Posted by: Salvatore J. Zambri, founding partner
This week Congressman Bruce Braley (Iowa) participated in the Toyota recall Oversight and Investigations Hearing. I think you will find his questioning particularly illuminating. Click here to view his questioning of Toyota’s Chief Operating Officer.
What’s becoming clearer as the hearings progress is that Toyota’s business philosophy must undergo a sea-change. Putting profits over safety, which is what seems to have been its business model, is un-American and dangerous.
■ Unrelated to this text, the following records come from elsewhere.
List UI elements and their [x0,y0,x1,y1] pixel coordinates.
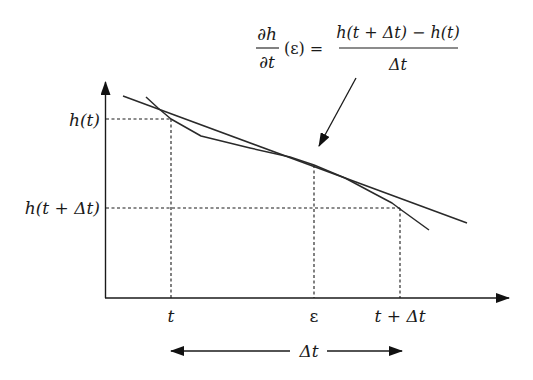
formula-lhs-numerator: ∂h [257,24,277,44]
mean-value-diagram: ∂h ∂t (ε) = h(t + Δt) − h(t) Δt h(t) h(t… [0,0,533,380]
y-label-h-t: h(t) [69,110,100,130]
y-label-h-t-plus-dt: h(t + Δt) [25,198,100,218]
x-label-t: t [168,306,175,326]
interval-label: Δt [298,341,318,361]
secant-line [123,96,467,223]
guide-lines [106,119,400,298]
x-label-t-plus-dt: t + Δt [375,306,426,326]
derivative-formula: ∂h ∂t (ε) = h(t + Δt) − h(t) Δt [256,23,460,74]
pointer-arrow-icon [319,78,356,146]
x-label-epsilon: ε [310,306,319,326]
formula-rhs-denominator: Δt [388,55,408,74]
formula-rhs-numerator: h(t + Δt) − h(t) [336,23,460,42]
formula-lhs-denominator: ∂t [259,52,275,72]
function-curve [146,97,429,230]
formula-lhs-argument: (ε) = [284,39,323,58]
delta-t-interval: Δt [171,341,402,361]
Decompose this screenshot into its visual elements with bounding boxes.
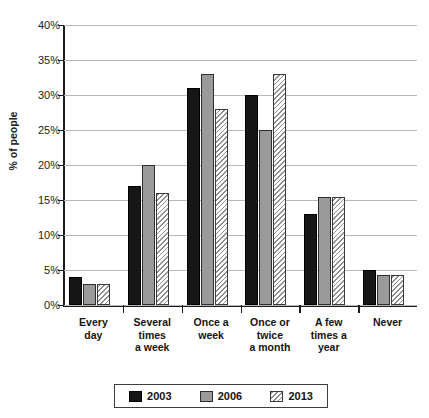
x-axis-separator	[182, 305, 183, 313]
x-axis-separator	[241, 305, 242, 313]
x-axis-label-line: day	[64, 329, 123, 342]
y-tick-label: 30%	[14, 89, 60, 101]
x-axis-label-line: times	[123, 329, 182, 342]
x-axis-label: Severaltimesa week	[123, 316, 182, 354]
legend-label: 2003	[147, 390, 171, 402]
bar-2003-5	[363, 270, 376, 305]
bar-2006-3	[259, 130, 272, 305]
legend-item-2013: 2013	[270, 390, 312, 402]
bar-2003-0	[69, 277, 82, 305]
x-axis-separator	[358, 305, 359, 313]
bar-2006-1	[142, 165, 155, 305]
x-axis-separator	[299, 305, 300, 313]
plot-area	[64, 25, 417, 305]
x-axis-label-line: twice	[241, 329, 300, 342]
x-axis-label-line: Once or	[241, 316, 300, 329]
bar-2013-3	[273, 74, 286, 305]
bar-2013-2	[215, 109, 228, 305]
bar-group	[123, 25, 182, 305]
bar-2013-4	[332, 197, 345, 306]
x-axis-label-line: year	[299, 341, 358, 354]
chart-title	[0, 0, 429, 4]
bar-2003-4	[304, 214, 317, 305]
x-axis-label-line: week	[182, 329, 241, 342]
legend-swatch-icon	[270, 391, 283, 402]
bar-2013-5	[391, 275, 404, 305]
x-axis-label-line: Never	[358, 316, 417, 329]
y-tick-label: 20%	[14, 159, 60, 171]
bar-chart: % of people 0%5%10%15%20%25%30%35%40% Ev…	[0, 0, 429, 418]
x-axis-label-line: Several	[123, 316, 182, 329]
bar-group	[241, 25, 300, 305]
x-axis-separator	[123, 305, 124, 313]
x-axis-label-line: A few	[299, 316, 358, 329]
bar-2006-2	[201, 74, 214, 305]
x-axis-label-line: Once a	[182, 316, 241, 329]
chart-legend: 200320062013	[114, 384, 328, 408]
x-axis-label: Once ortwicea month	[241, 316, 300, 354]
legend-swatch-icon	[129, 391, 142, 402]
bar-2003-2	[187, 88, 200, 305]
bar-group	[182, 25, 241, 305]
x-axis-label: Everyday	[64, 316, 123, 341]
bar-series-container	[64, 25, 417, 305]
bar-2013-0	[97, 284, 110, 305]
y-tick-label: 40%	[14, 19, 60, 31]
x-axis-label-line: a week	[123, 341, 182, 354]
y-tick-label: 15%	[14, 194, 60, 206]
legend-item-2003: 2003	[129, 390, 171, 402]
x-axis-label-line: times a	[299, 329, 358, 342]
bar-group	[64, 25, 123, 305]
x-axis-label: Once aweek	[182, 316, 241, 341]
legend-label: 2013	[288, 390, 312, 402]
bar-2006-0	[83, 284, 96, 305]
y-tick-label: 5%	[14, 264, 60, 276]
bar-2003-1	[128, 186, 141, 305]
x-axis-label: A fewtimes ayear	[299, 316, 358, 354]
bar-2003-3	[245, 95, 258, 305]
y-tick-label: 10%	[14, 229, 60, 241]
x-axis-label: Never	[358, 316, 417, 329]
x-axis-label-line: Every	[64, 316, 123, 329]
legend-item-2006: 2006	[200, 390, 242, 402]
bar-2006-5	[377, 275, 390, 305]
y-tick-label: 25%	[14, 124, 60, 136]
bar-group	[299, 25, 358, 305]
y-tick-label: 0%	[14, 299, 60, 311]
x-axis-label-line: a month	[241, 341, 300, 354]
legend-label: 2006	[218, 390, 242, 402]
legend-swatch-icon	[200, 391, 213, 402]
bar-2006-4	[318, 197, 331, 306]
bar-2013-1	[156, 193, 169, 305]
bar-group	[358, 25, 417, 305]
y-tick-label: 35%	[14, 54, 60, 66]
To read some of my other blogs about Toyota’s recent problems, please clicks the following links:
About the author:
Mr. Zambri is a Past-President of the Trial Lawyers Association of Metropolitan Washington, D.C. and has been rated by Washingtonian magazine as a “Big Gun” and among the “top 1%” of all lawyers in the Washington metropolitan area. The magazine also describes him as “one of Washington’s best–most honest and effective lawyers” who specializes in personal injury matters, including serious truck and car collisions. He has successfully litigated numerous cases against truck and bus companies, the Washington Metropolitan Area transit Authority, and other automobile owners. His law firm, in fact, has obtained the largest settlement ever in a personal injury case involving WMATA. Mr. Zambri has also been named a “Super Lawyer” by Law and Politics magazine–a national publication that honors the top lawyers in America.
Mr. Zambri is regularly asked to give presentations to lawyers and businesses regarding product defects, automobile accident litigation, and safety improvements.
Mr. Zambri has authored an article regarding how automobile collision cases are evaluated. To read it, please click here.
To read an article published by one of Mr. Zambri’s clients, who was injured in a tragic automobile collision, please click here.
Many Americans are killed or critically injured each year in vehicular collisions. If you want more information about your legal rights, please email Mr. Zambri at [email protected] or call him at 202-822-1899.